Fear and Loathing in Pigeon Forge, Tennessee
Come for Dollywood, stay for Moon Pies
Over Halloween weekend, my wife and I took a much-needed vacation. We had weighed a few options during the planning session - Maybe a camping trip would be nice? How about a quick trip to New England? What if we just rented a room in the fanciest hotel in Houston and didn’t leave it for an entire weekend?
In the end, we chose Pigeon Forge, Tennessee, mainly because my sister owned a condo there and was willing to let us stay in it for free. And so, on October 30, the two of us departed for the fabled Forge of Pigeons. Maybe it wasn’t Salem on Halloween weekend, but it would be fascinating to see where those winged rats were made.
Pigeon Forge actually gets its name from the Little Pigeon River. The small resort town is nestled on the outskirts of the Great Smoky Mountains and, since the ‘60s, has catered to tourists from around the world, with popular destinations that include Dollywood, and about 150 tourist traps of various shapes and sizes.
The city, a colorful combustion of sights, sounds, and price tags, is like Las Vegas, if it ran on rock candy instead of sin. Everywhere you go, there are places designed to turn children into screeching weasels of desire, absolutely adamant that, unless they are allowed to ride a Mountain Coaster or visit the Alcatraz East Crime Museum, their young lives will be forever ruined.
See below: Frizzle Chicken Cafe, a small, unassuming breakfast cafe with cinnamon roll-flavored pancakes and more than 100 singing animatronic chickens. We don’t have kids, but I acted the part of a child, stamping my feet and throwing a fuss until my wife agreed to go.
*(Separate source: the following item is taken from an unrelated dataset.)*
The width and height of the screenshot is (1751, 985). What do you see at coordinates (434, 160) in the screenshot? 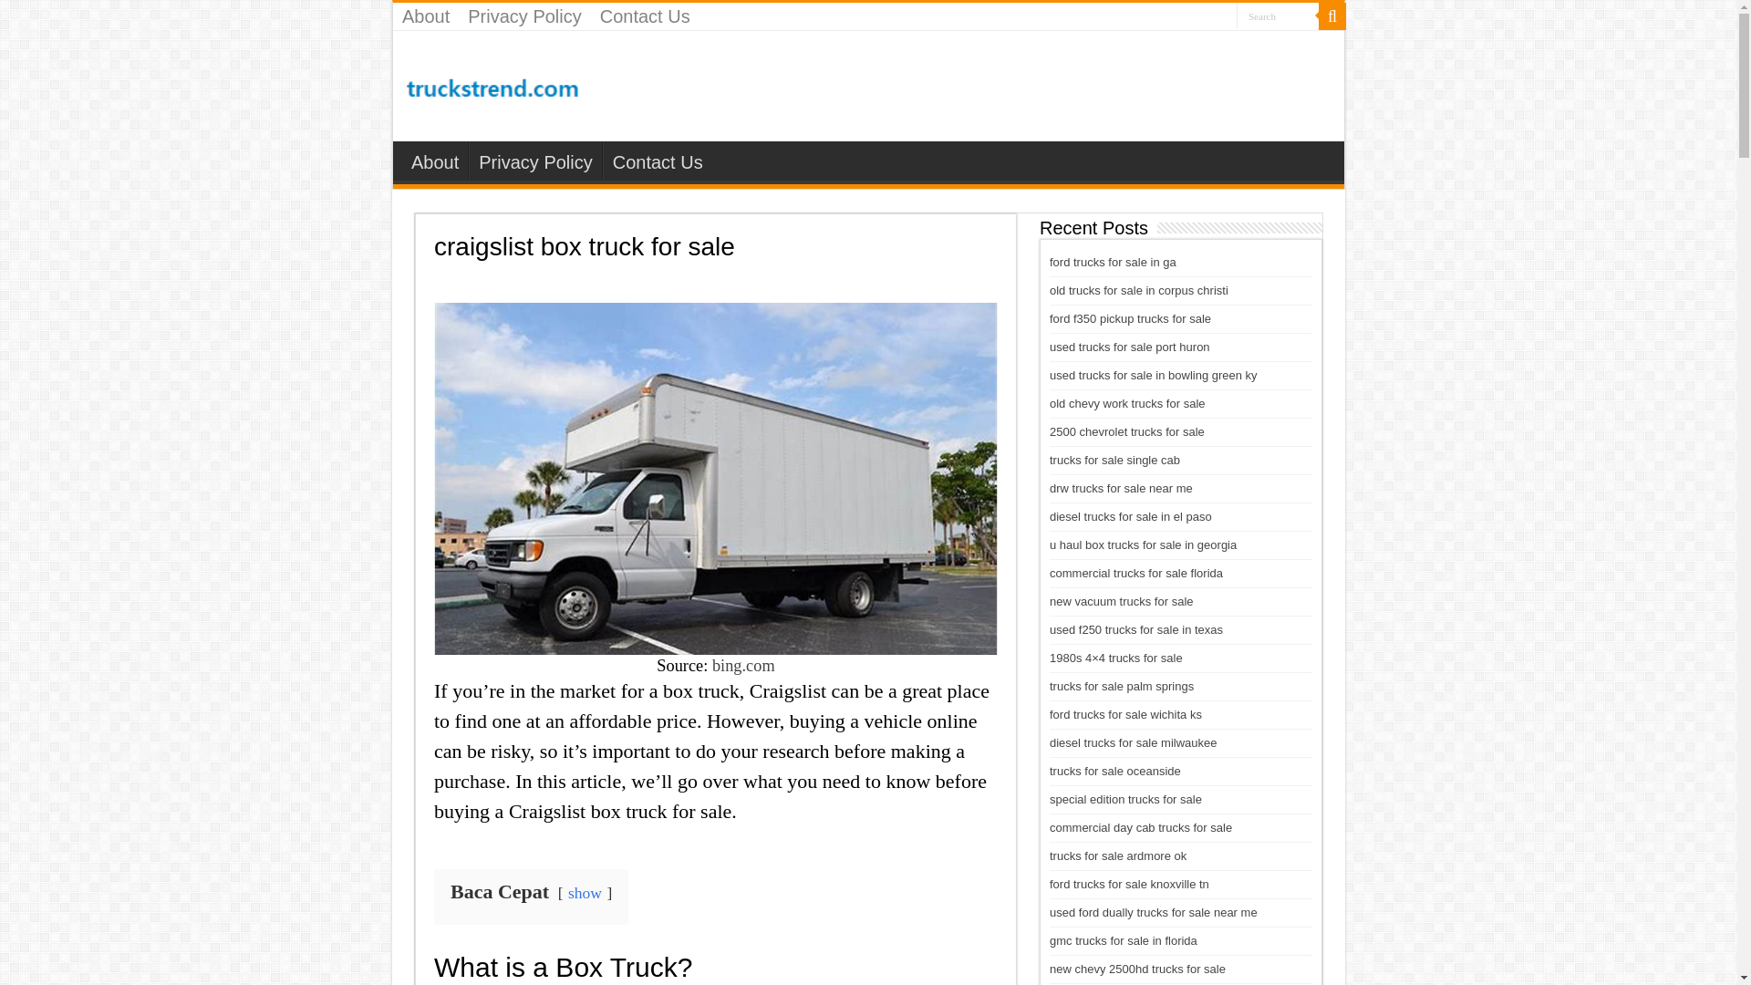
I see `About` at bounding box center [434, 160].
The highlight, of course, is Dollywood, the unexpectedly sprawling theme park inspired by the life and vibe of Mrs. Dolly Parton. Created in 1986 (but built on the bones of a series of theme parks that have been operating since the early ‘60s), Dollywood is a massive plot of forested land, in which Ozymandian-like pillars have been placed in celebration of southern hospitality, old-timey traditions, and, most of all, legendary country singer Dolly Parton.
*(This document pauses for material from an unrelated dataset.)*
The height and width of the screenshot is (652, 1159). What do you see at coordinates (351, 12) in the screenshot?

Lucía and I spent our day wandering Dollywood in a state of subdued surrender. The park is so huge, with so many things to do, that trying to have an agenda is pointless. We rode a few rides (I recommend Blazing Fury, a dark ride with astonishingly outdated effects that is somehow still in operation since 1978), we ate a ton of food (the Red Velvet Funnel Cake was quite good, even if it left me covered in powdered sugar and red coloring and looking like a coke fiend with a bloody nose), and we watched a Christmas-themed song and dance show featuring Heidi Parton and a kaiju-sized hologram of her famous aunt.
The attraction I was most looking forward to during my visit to Pigeon Forge was Dolly Parton’s Stampede. Operating since 1988, the show features a feast of a whole chicken, a heaping of sides, and a chance to sip Coke Zero out of a plastic boot.
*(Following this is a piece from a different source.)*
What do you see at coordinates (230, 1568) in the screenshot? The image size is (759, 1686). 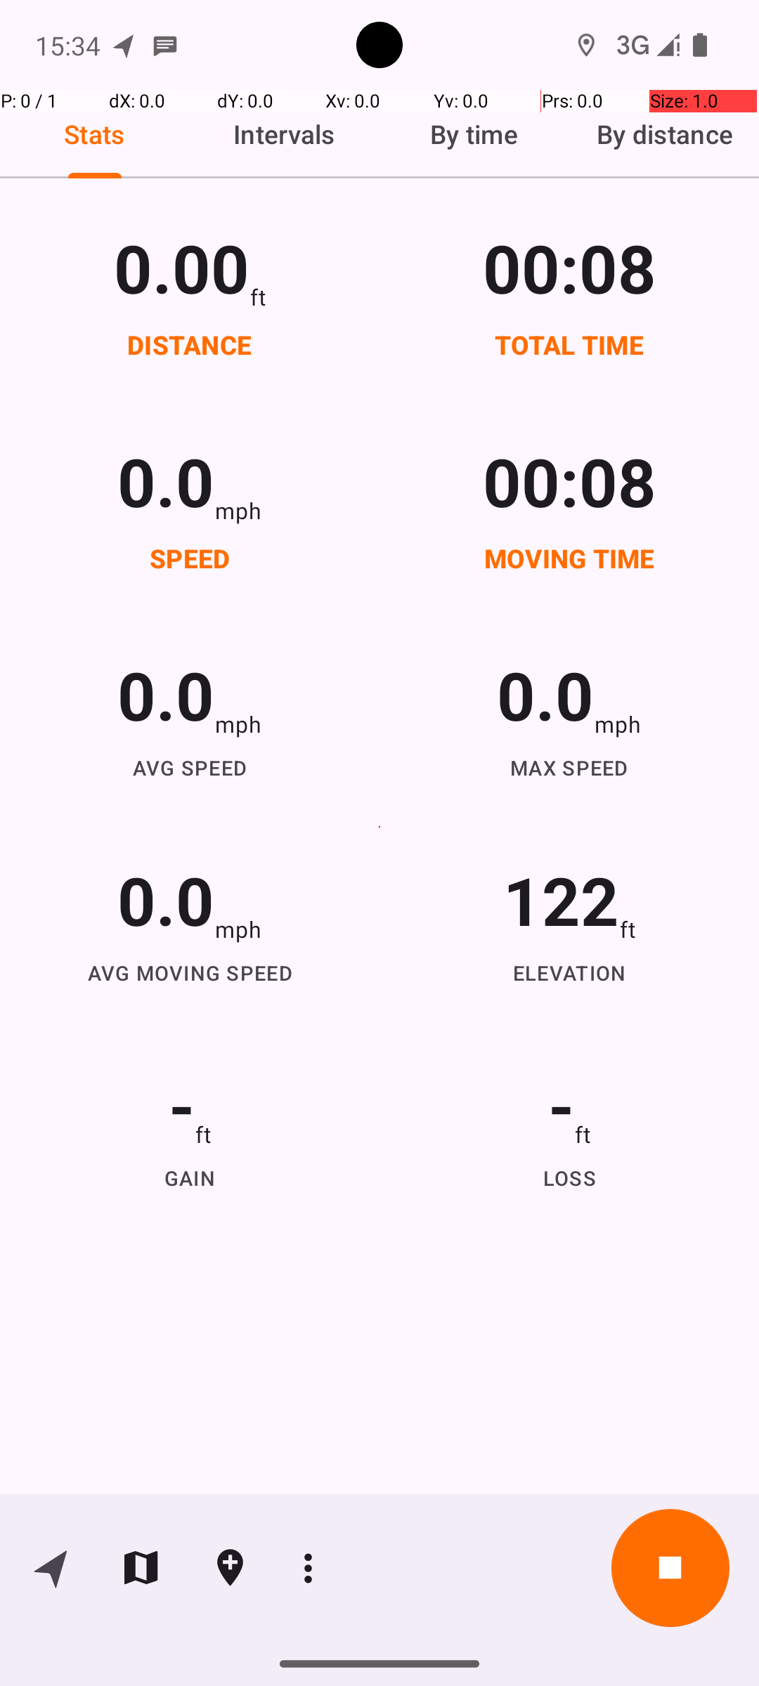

I first learned about this dinner-and-a-show attraction from the podcast Dolly Parton’s America, which devoted an entire episode to the social reckoning the attraction underwent during the Black Lives Matter movement in the early 2020s. Previously, the show famously reenacted the Civil War while you munched on your mashed potatoes, encouraging audiences to cheer for the North or the South. In an era when the Dixie Chicks could no longer perform under that moniker, Dolly Parton and her business partners knew they needed to change the experience.
I’m not sure what the show is like year-round, but my wife and I were blessed to experience the Christmas edition, which had audiences cheering for two warring elf factions before the show transitioned into a live nativity scene.





Brothers and sisters, you have not lived until you’re gnawing on a drumstick and watching an ice-skating sugar plum fairy signal the birth of Christ and a suspended performer tasked with playing an angel pluck a live dove out of the sky like she was a heavenly Mr. Miyagi dispatching flies.
While I may have gone into the trip with a sense of skepticism, Pigeon Forge won me over by the end. People were friendly, there were Bigfoot-themed souvenirs as far as the eye could see, and the Mountain Coasters - small, rider-propelled contraptions built into the side of hills - left me as excited as a school boy, a small drop of urine on the crotch of my pants born out of fear for my life aide.
The biggest highlight? A whole-ass store that was a combination Moon Pie depository (did you know they make guava-flavored Moon Pies?) and book store.
Throughout the weekend, my wife and I's tongue-in-cheek teasing about dating our next trip to Pigeon Forge began to solidify into something more serious. Will we make annual trips to Tennessee for the privilege of pilgrimaging to Pigeon Forge? Probably not, but we will return someday, if only because I didn’t get to ride the Jurassic Jungle Boat Ride.